Haunted House

Every house is either like an old coroner, or it’s like a town crier for the dead. Either there’s that old toaster on the table, those spilled oats on the tablecloth, even a sprouted onion in the sink— the floor boards that always creak when you step on them. Or:  the sunlight has pressed the…

Every house is either like an old
coroner, or it’s like a town crier
for the dead. Either there’s that old
toaster on the table, those spilled
oats on the tablecloth, even a sprouted
onion in the sink— the floor boards that always creak
when you step on them. Or:  the sunlight has pressed
the wallpaper roses into the plaster,
and that trace of a face in the windows—
yes, that great mysterious face, and the great
mysterious song she is always singing—
that must just be an echo in the chimney, or
an undigested  bit of potato, right?
Surely, nothing to lose sleep over. Right?

Responses to “Haunted House”

  1. extrasimile

    Hi Thomas—
    I’m just back from a brief vacation—from computers, the Internet, blogs, from poetry(not quite)—and it was good to get away. When I was a kid there was a ‘haunted house’—an old farmhouse—down on the corner that we were constantly probing—absolutely fascinated with: shuttered, overgrown, mysterious. One day we found a window open and went in to the old kitchen. While we were poking around in the kitchen, an old man in an old bathrobe creaked in to the room. I don’t if we scared him or not (I suspect we did) but we took off like the proverbial bats out of hell. It had never occurred to us that someone might be living in there. Talk about haunted. Shortly thereafter they took the old building down and built apartments—which we also played in, climbing all over them one the workmen went home. It’s hard to believe suburban Long Island actually had farms when I was a kid. Surely they must haunt the shopping mauls (is that the right spelling?) and the parking lots and the wall to wall housing that is here now. And Thomas, please don’t feel obliged to comment on every poem—just as your energy level allows.
    Shantih shantih shantih
    Jim

  2. Thomas Davis

    Jim, you are exploding with poetry just as my energy is flagging close to zero. What a magic, magic poem. A haunted house poem that delights the child in me. When I was young I always delighted in exploring old houses. We had one done the hill from our house on Garnet Mesa in Delta, Colorado that was especially exciting, although it was probably dangerous with creaking wooden floors and waters pooled dark in the basement.
    …”that trace of a face in the windows…” “…and the great
    mysterious song she is always singing…” sends chills up and down the spine.
    “Surely, nothing to lose sleep over. Right?”
    Surely.

  3. extrasimile

    Thanks, Anna. It was sort of fun to do. Perhaps I indulge in a bit of over specificity in the first part of the poem. Every house is like a town crier for the dead? Just what is that like? But I wanted the sentences to be sort of…haunted… as well as the house.
    And yes, unstable. That’s it in a nutshell.

  4. Anna Mark

    I’ve really enjoyed this poem. The image that rings for me is that of the sunlight pressing wallpaper roses into the plaster and then immediately followed by the great trace of a face in the windows. The poem kind of dissolves, from crumbs and onions sprouting in the sink to an ethereal song that then sings through the entire poem. And the questioning at the end leaves us unstable…beautiful.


WHAT THE TASK REQUIRES: Look through the data that follows and copy each line with the string "screenshot".

Extracts from a graphics dataset:
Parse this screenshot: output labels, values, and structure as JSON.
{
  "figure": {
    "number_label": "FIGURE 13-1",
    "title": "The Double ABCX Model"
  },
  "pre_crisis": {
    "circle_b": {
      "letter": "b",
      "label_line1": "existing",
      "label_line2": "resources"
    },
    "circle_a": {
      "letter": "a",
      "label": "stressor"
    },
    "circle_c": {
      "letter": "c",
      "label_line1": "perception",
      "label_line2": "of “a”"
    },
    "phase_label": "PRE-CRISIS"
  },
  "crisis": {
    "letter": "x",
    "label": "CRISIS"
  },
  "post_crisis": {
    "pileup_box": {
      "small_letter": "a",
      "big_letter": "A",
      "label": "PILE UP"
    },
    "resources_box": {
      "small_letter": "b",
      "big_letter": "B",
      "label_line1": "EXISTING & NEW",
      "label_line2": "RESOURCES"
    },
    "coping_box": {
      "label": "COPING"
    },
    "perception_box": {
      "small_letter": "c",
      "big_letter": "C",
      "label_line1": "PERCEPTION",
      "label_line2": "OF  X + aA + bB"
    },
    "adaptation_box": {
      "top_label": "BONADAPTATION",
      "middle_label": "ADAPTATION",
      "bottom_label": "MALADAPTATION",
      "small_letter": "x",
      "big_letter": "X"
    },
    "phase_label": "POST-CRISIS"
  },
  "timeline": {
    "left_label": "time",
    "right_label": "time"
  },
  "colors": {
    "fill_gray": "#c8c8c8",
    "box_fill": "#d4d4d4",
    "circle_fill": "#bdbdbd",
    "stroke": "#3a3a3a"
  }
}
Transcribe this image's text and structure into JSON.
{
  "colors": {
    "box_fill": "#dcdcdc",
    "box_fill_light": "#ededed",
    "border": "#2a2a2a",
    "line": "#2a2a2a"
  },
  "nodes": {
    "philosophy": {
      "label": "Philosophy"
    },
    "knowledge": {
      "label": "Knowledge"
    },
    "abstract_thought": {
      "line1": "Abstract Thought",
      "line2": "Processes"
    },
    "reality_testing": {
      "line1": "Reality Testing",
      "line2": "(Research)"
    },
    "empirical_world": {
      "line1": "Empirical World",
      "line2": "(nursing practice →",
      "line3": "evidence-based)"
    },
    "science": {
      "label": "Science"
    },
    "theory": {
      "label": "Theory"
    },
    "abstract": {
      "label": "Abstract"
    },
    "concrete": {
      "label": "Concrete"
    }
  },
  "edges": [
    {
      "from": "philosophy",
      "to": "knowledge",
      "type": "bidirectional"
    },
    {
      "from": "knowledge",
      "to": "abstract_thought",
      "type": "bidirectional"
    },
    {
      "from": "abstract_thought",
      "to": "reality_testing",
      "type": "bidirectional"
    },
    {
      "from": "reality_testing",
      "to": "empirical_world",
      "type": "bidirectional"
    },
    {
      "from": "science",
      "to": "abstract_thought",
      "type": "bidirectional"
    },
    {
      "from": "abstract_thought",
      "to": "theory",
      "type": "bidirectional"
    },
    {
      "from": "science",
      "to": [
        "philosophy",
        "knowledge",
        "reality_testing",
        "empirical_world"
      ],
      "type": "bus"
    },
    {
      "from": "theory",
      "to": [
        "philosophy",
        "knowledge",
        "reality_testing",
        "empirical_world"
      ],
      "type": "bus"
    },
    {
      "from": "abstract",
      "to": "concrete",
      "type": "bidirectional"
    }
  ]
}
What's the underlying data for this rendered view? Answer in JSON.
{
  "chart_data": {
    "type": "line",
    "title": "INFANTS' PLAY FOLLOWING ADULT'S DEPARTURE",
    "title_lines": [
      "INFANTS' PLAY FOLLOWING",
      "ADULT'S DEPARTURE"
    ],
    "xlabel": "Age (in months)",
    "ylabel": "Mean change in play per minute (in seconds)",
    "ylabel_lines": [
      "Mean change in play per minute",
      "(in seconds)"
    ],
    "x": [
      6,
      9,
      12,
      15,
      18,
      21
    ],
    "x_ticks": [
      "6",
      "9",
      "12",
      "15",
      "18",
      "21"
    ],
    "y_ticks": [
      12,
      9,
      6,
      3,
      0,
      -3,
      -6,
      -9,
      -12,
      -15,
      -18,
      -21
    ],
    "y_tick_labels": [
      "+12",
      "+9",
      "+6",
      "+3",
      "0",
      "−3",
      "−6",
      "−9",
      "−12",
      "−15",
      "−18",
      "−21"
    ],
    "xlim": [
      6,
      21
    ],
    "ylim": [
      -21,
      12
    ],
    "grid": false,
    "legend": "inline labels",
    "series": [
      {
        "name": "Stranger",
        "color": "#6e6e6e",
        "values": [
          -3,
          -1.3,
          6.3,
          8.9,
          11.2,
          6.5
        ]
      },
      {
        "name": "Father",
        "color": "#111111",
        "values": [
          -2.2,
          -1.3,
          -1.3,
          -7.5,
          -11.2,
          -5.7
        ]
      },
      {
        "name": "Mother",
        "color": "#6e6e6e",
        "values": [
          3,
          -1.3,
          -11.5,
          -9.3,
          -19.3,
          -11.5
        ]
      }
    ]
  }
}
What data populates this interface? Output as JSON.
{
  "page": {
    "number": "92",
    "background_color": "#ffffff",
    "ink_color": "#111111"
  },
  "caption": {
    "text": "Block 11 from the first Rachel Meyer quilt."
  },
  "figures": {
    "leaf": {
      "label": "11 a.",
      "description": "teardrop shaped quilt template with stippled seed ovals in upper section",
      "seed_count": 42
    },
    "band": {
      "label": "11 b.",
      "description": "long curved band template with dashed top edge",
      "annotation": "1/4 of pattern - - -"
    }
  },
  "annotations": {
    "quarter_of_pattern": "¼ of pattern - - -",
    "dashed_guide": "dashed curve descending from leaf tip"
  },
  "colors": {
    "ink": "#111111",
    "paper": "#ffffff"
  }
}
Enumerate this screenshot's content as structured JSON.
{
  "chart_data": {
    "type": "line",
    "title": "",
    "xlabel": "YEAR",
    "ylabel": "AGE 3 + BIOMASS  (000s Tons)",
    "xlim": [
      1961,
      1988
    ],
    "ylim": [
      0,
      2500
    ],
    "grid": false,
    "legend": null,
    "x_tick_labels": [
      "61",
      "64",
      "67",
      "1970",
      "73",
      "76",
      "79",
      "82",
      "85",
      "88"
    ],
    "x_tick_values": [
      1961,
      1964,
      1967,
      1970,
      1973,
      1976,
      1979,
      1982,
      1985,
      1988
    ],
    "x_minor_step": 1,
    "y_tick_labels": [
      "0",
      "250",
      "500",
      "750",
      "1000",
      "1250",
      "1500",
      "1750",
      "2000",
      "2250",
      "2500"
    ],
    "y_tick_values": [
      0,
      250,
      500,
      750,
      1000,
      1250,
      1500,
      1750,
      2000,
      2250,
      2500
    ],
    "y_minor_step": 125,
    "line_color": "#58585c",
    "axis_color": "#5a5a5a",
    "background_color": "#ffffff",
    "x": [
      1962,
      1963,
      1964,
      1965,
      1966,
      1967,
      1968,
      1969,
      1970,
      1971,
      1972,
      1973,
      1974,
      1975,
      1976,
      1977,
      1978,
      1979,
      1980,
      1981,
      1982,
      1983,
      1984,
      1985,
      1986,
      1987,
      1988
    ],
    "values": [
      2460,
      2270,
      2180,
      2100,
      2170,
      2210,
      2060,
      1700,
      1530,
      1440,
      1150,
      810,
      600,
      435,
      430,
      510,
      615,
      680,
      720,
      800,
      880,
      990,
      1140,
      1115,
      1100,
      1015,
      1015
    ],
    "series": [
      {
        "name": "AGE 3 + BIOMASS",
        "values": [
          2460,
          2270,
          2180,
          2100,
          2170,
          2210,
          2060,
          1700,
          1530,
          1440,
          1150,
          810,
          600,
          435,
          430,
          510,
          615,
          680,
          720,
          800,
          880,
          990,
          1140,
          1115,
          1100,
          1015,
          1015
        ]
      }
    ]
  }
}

EXPECTED ANSWER:
Parse this screenshot: output labels, values, and structure as JSON.
Enumerate this screenshot's content as structured JSON.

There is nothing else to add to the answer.